Others find in the rise of the cathedral a more subtle form of appeal. The sociologist Grace Davie sees a cathedral’s strength as lying, specifically, in not being a parish church. It makes no demands on the visitor. It requires no show of loyalty. To Davie, the cathedral offers a ‘vicarious religion’, responding to ‘a desire for anonymity, the option to come and go without explanation or commitment’. In a cathedral you can hide your faith behind a pillar with none of what Brown and Woodhead call ‘all that banging on about Jesus’. No one demands you pray.
This analysis finds support in the C of E’s own ‘growth research’ programme, which stresses the cathedral as a place for ‘peace, contemplation, worship, music and a friendly atmosphere’. Significantly, it is midweek evensong that has boomed, not Sunday matins or mass, with attendances doubling in a decade. These visitors are untroubled by Philip Larkin’s church as ‘a shape less recognisable each week/ A purpose more obscure’. They come for the music.
As a non-worshipper who has spent the past two years studying these buildings, I find this plausible and refreshing. Cathedrals are by far the most magnificent group of buildings in England. They have survived, mostly for 900 years, as dominant features of the English landscape. In its day, Lincoln cathedral was the highest building in the world after the pyramids. Exeter and Winchester had vaults that were the envy of Europe. Nothing matched the English cathedral in size until the Crystal Palace and the Victorian station.
But I found cathedrals subtler places than this. Unlike those in continental Europe, Britain’s have fiercely distinctive personalities, the product of additions and subtractions over centuries. They may be awe-inspiring (Durham), uplifting (Ely) or just lovable (Chichester), but each is different from every other.
A cathedral is a true museum, however much modernist bishops and deans hate the term. It embraces architecture, sculpture, painting, stained glass, wood-carving, calligraphy, embroidery and, above all, music. Its contents are displayed not in cases but beneath walls and roofs of unsurpassed beauty, intended by their builders as composite works of all the arts and crafts.

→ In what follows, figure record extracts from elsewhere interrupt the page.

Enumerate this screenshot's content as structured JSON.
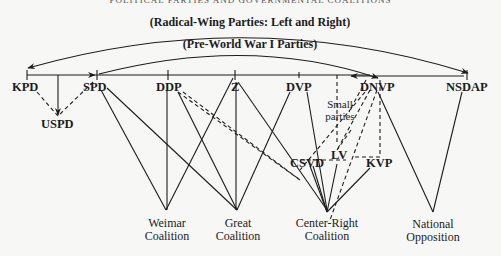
{
  "header": {
    "title": "POLITICAL PARTIES AND GOVERNMENTAL COALITIONS"
  },
  "arcs": {
    "radical": "(Radical-Wing Parties: Left and Right)",
    "prewar": "(Pre-World War I Parties)"
  },
  "parties": {
    "kpd": "KPD",
    "uspd": "USPD",
    "spd": "SPD",
    "ddp": "DDP",
    "z": "Z",
    "dvp": "DVP",
    "dnvp": "DNVP",
    "nsdap": "NSDAP",
    "small_line1": "Small",
    "small_line2": "parties",
    "lv": "LV",
    "csvd": "CSVD",
    "kvp": "KVP"
  },
  "coalitions": {
    "weimar_1": "Weimar",
    "weimar_2": "Coalition",
    "great_1": "Great",
    "great_2": "Coalition",
    "cr_1": "Center-Right",
    "cr_2": "Coalition",
    "nat_1": "National",
    "nat_2": "Opposition"
  }
}
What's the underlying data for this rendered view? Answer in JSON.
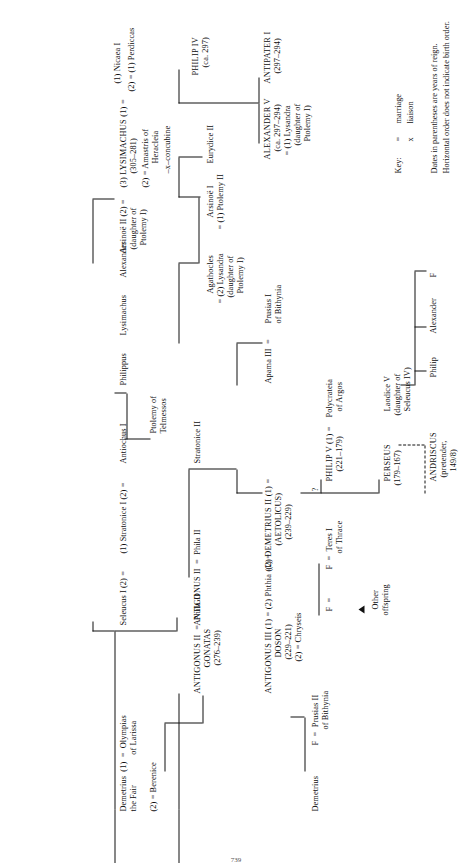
{
  "document": {
    "type": "genealogical-chart",
    "title": "Antigonid dynasty family tree",
    "orientation": "rotated-90-ccw",
    "page_number": "739"
  },
  "key": {
    "label": "Key:",
    "marriage_symbol": "=",
    "marriage_text": "marriage",
    "liaison_symbol": "x",
    "liaison_text": "liaison",
    "note_line_1": "Dates in parentheses are years of reign.",
    "note_line_2": "Horizontal order does not indicate birth order."
  },
  "nodes": {
    "philip_iv": {
      "name": "PHILIP IV",
      "dates": "(ca. 297)"
    },
    "alexander_v": {
      "name": "ALEXANDER V",
      "dates": "(ca. 297–294)",
      "spouse_1": "= (1) Lysandra",
      "spouse_1_note_a": "(daughter of",
      "spouse_1_note_b": "Ptolemy I)"
    },
    "antipater_i": {
      "name": "ANTIPATER I",
      "dates": "(297–294)"
    },
    "eurydice_ii": {
      "name": "Eurydice II",
      "link": "="
    },
    "arsinoe_i": {
      "name": "Arsinoë I",
      "spouse": "= (1) Ptolemy II"
    },
    "agathocles": {
      "name": "Agathocles",
      "spouse": "= (2) Lysandra",
      "note_a": "(daughter of",
      "note_b": "Ptolemy I)"
    },
    "lysimachus_head": {
      "ordinal": "(3) LYSIMACHUS (1) =",
      "dates": "(305–281)",
      "wife_2": "(2) = Amastris of",
      "wife_2_note": "Heracleia",
      "concubine": "–x–concubine"
    },
    "nicaea": {
      "line_1": "(1) Nicaea I",
      "line_2": "(2) = (1) Perdiccas"
    },
    "arsinoe_ii": {
      "name": "Arsinoë II (2) =",
      "note_a": "(daughter of",
      "note_b": "Ptolemy I)"
    },
    "antiochus_i": {
      "name": "Antiochus I"
    },
    "lysimachus_son": {
      "name": "Lysimachus"
    },
    "alexander_son": {
      "name": "Alexander"
    },
    "philippus": {
      "name": "Philippus"
    },
    "ptolemy_telmessos": {
      "line_1": "Ptolemy of",
      "line_2": "Telmessos"
    },
    "seleucus_i": {
      "name": "Seleucus I (2) ="
    },
    "stratonice_i": {
      "name": "(1) Stratonice I (2) ="
    },
    "stratonice_ii": {
      "name": "Stratonice II"
    },
    "apama_iii": {
      "name": "Apama III  ="
    },
    "prusias_i": {
      "line_1": "Prusias I",
      "line_2": "of Bithynia"
    },
    "demetrius_fair": {
      "line_1": "Demetrius  (1)  =  Olympias",
      "line_2": "the Fair              of Larissa",
      "line_3": "(2) = Berenice"
    },
    "antigonus_ii": {
      "name": "ANTIGONUS II  =  Phila II",
      "epithet": "GONATAS",
      "dates": "(276–239)"
    },
    "antigonus_iii": {
      "name": "ANTIGONUS III (1) = (2) Phthia (1) =",
      "epithet": "DOSON",
      "dates": "(229–221)",
      "spouse_2": "(2) = Chryseis"
    },
    "demetrius_ii": {
      "name": "(2) DEMETRIUS II (1) =",
      "epithet": "(AETOLICUS)",
      "dates": "(239–229)"
    },
    "philip_v": {
      "name": "PHILIP V (1) =",
      "dates": "(221–179)"
    },
    "polycrateia": {
      "line_1": "Polycrateia",
      "line_2": "of Argos"
    },
    "perseus": {
      "name": "PERSEUS",
      "dates": "(179–167)"
    },
    "laodice_v": {
      "name": "Laodice V",
      "note_a": "(daughter of",
      "note_b": "Seleucus IV)"
    },
    "andriscus": {
      "name": "ANDRISCUS",
      "note_a": "(pretender,",
      "note_b": "149/8)"
    },
    "teres": {
      "line_1": "F  =  Teres I",
      "line_2": "of Thrace"
    },
    "prusias_ii": {
      "line_1": "F  =  Prusias II",
      "line_2": "of Bithynia"
    },
    "demetrius_son": {
      "name": "Demetrius"
    },
    "philip_son": {
      "name": "Philip"
    },
    "alexander_son2": {
      "name": "Alexander"
    },
    "f_daughter": {
      "name": "F"
    },
    "f_marker": {
      "name": "F  ="
    },
    "other_offspring": {
      "line_1": "Other",
      "line_2": "offspring"
    },
    "uncertain": {
      "name": "?"
    }
  }
}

This gives a dimension to the enjoyment of a cathedral that is beyond the mundane. No museum equals the sensation of looking up into the octagon of Ely, or climbing the Chapter House steps at Wells, or gazing on Lincoln’s Angel chapel. A Grinling Gibbons carving in St Paul’s, a Piper window in Coventry or even a naked Antony Gormley in Winchester seems more evocative in a cathedral.

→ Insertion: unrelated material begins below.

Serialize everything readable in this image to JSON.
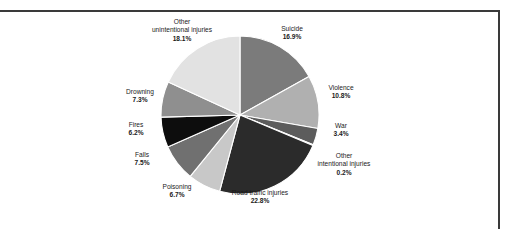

The resurgence of these institutions is shared with another facet of the nation’s religious life — pilgrimage. Numbers trekking to Iona, Walsingham, St Albans and Canterbury rise by the year. As with cathedrals, it is hard to distinguish those with religious intent from those seeking secular stimulus, those who like ‘hiking with a purpose’, keeping fit or seeking companionship. Clare Balding’s admirable Ramblings programme on Radio 4 recently joined a Canterbury pilgrim, Jacqui, off to celebrate her recovery from alcoholism. No one mentioned God. But then religion as therapy is as old as Stonehenge.

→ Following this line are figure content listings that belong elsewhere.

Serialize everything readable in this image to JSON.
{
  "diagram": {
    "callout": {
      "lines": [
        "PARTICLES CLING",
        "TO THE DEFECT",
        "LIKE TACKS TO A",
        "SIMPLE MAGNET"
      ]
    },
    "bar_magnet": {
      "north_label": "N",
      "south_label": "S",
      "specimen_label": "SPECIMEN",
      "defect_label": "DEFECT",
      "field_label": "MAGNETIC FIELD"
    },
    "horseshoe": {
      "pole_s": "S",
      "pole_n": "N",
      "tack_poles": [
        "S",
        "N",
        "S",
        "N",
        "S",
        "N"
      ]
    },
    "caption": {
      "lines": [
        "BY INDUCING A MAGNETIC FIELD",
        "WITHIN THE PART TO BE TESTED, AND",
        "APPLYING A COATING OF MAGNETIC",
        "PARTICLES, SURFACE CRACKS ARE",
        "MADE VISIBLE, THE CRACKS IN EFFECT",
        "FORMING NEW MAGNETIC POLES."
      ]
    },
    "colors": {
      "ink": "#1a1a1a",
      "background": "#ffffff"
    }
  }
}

I have found in England’s cathedrals an intangible mix of aesthetic and contemplative satisfaction. The most celebrated — notably the 25 in the medieval ‘canon’ — have qualities of a great novel or symphony. They can overwhelm both the senses and the emotions. The drum arcades at Durham, the spire at Salisbury and the leaf capitals at Southwell are masterpieces the equal of any in Europe. Their soaring popularity challenges those inclined to pessimism about the human condition.